You can shutdown all servers and clean all directory and files created via script with command:
./repeat_percolation_loss.sh 15 clean
Change node count above with latest node count you've tried.

High disk watermark exceeded even when there is not much data in my index

I'm using elasticsearch on my local machine. The data directory is only 37MB in size but when I check logs, I can see:
[2015-05-17 21:31:12,905][WARN ][cluster.routing.allocation.decider] [Chrome] high disk watermark [10%] exceeded on [h9P4UqnCR5SrXxwZKpQ2LQ][Chrome] free: 5.7gb[6.1%], shards will be relocated away from this node
Quite confused about what might be going wrong. Any help?
From Index Shard Allocation:
... watermark.high controls the high watermark. It defaults to 90%, meaning ES will attempt to relocate shards to another node if the node disk usage rises above 90%.
The size of your actual index doesn't matter; it's the free space left on the device which matters.
If the defaults are not appropriate for you, you've to change them.
To resolve the issue in which, the log is recorded as:
high disk watermark [90%] exceeded on
[ytI5oTyYSsCVfrB6CWFL1g][ytI5oTy][/var/lib/elasticsearch/nodes/0]
free: 552.2mb[4.3%], shards will be relocated away from this node
You can update the threshold limit by executing following curl request:
curl -XPUT "http://localhost:9200/_cluster/settings" \
-H 'Content-Type: application/json' -d'
{
"persistent": {
"cluster": {
"routing": {
"allocation.disk.threshold_enabled": false
}
}
}
}'
this slightly modified curl command from the Elasticsearch 6.4 docs worked for me:
curl -X PUT "localhost:9200/_cluster/settings" -H 'Content-Type: application/json' -d'
{
"transient": {
"cluster.routing.allocation.disk.watermark.low": "2gb",
"cluster.routing.allocation.disk.watermark.high": "1gb",
"cluster.routing.allocation.disk.watermark.flood_stage": "500mb",
"cluster.info.update.interval": "1m"
}
}
'
if the curl -XPUT command succeeds, you should see logs like this in the Elasticsearch terminal window:
[2018-08-24T07:16:05,584][INFO ][o.e.c.s.ClusterSettings ] [bhjM1bz] updating [cluster.routing.allocation.disk.watermark.low] from [85%] to [2gb]
[2018-08-24T07:16:05,585][INFO ][o.e.c.s.ClusterSettings ] [bhjM1bz] updating [cluster.routing.allocation.disk.watermark.high] from [90%] to [1gb]
[2018-08-24T07:16:05,585][INFO ][o.e.c.s.ClusterSettings ] [bhjM1bz] updating [cluster.routing.allocation.disk.watermark.flood_stage] from [95%] to [500mb]
[2018-08-24T07:16:05,585][INFO ][o.e.c.s.ClusterSettings ] [bhjM1bz] updating [cluster.info.update.interval] from [30s] to [1m]
https://www.elastic.co/guide/en/elasticsearch/reference/current/disk-allocator.html
Its a warning and won't affect anything.

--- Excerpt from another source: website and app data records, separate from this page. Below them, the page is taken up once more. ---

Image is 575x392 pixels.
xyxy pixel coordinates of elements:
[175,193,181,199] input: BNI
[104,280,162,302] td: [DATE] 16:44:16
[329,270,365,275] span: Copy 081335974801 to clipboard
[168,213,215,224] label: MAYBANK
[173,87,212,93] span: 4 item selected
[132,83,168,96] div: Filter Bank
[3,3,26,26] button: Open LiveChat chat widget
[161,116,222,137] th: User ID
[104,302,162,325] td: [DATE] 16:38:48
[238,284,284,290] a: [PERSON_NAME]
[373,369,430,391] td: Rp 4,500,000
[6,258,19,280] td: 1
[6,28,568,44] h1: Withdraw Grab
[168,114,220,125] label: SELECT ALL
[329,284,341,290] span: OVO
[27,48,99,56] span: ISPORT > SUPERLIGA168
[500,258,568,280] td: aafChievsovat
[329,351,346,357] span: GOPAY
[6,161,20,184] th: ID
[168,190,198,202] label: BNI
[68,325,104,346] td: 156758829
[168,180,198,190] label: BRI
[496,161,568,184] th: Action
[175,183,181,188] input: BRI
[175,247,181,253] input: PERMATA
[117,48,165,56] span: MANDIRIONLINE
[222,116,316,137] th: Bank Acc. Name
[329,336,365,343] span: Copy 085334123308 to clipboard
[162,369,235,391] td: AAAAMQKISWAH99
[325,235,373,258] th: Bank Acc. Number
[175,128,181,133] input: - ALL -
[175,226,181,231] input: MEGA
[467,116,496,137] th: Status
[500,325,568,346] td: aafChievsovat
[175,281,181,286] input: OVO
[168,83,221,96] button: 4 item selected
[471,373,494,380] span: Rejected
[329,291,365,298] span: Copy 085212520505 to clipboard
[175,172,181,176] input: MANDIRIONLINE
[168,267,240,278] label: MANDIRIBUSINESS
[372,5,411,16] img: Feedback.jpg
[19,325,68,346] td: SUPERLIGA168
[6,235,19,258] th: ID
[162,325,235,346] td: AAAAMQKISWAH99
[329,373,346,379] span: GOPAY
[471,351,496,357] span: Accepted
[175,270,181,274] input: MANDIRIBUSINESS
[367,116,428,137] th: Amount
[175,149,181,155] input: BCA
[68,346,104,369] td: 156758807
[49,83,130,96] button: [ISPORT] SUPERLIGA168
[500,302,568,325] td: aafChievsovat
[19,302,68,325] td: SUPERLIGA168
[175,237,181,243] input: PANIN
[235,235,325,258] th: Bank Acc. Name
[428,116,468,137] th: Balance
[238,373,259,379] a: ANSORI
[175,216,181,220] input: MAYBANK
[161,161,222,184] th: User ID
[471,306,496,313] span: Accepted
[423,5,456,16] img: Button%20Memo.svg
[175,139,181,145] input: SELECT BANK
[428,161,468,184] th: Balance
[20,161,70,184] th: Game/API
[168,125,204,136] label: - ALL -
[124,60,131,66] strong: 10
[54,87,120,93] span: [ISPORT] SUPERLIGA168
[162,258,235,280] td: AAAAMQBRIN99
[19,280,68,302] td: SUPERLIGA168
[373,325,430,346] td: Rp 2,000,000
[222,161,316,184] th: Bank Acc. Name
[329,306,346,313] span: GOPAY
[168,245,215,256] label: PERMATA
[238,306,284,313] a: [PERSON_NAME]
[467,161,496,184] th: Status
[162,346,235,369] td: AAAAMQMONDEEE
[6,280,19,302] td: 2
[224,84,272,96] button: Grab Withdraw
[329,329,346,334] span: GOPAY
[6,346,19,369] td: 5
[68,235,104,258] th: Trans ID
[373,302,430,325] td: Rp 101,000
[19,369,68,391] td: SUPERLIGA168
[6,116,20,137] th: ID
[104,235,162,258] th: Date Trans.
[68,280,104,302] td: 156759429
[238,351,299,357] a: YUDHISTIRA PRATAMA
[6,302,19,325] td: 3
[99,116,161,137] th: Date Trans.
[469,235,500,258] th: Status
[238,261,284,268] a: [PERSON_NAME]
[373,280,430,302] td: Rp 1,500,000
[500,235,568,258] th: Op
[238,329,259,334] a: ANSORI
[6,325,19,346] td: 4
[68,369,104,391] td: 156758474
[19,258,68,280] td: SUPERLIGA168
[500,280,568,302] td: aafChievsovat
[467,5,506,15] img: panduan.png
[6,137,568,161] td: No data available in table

The storage processors (SPs) use high and low watermarks to determine when to flush their write caches.
The possible solution can be to free some memory
And the warning will disappear. Even with it showing, the replicas will not be assigned to the node which is okay. The elasticsearch will work fine.
Instead of percentage I use absolute values and rise values for better space use (in pre-prod):
PUT _cluster/settings
{
"persistent": {
"cluster.routing.allocation.disk.threshold_enabled": true,
"cluster.routing.allocation.disk.watermark.low": "1g",
"cluster.routing.allocation.disk.watermark.high": "500m",
"cluster.info.update.interval": "5m"
}
}
Also I reduce pooling interval to make ES logs shorter ))
Clear up some space on your hard drive, that should fix the issue. This shall also change the health of your ES clusters from Yellow to green (if you got the above issue, you are most likely to face the yellow cluster health issue as well).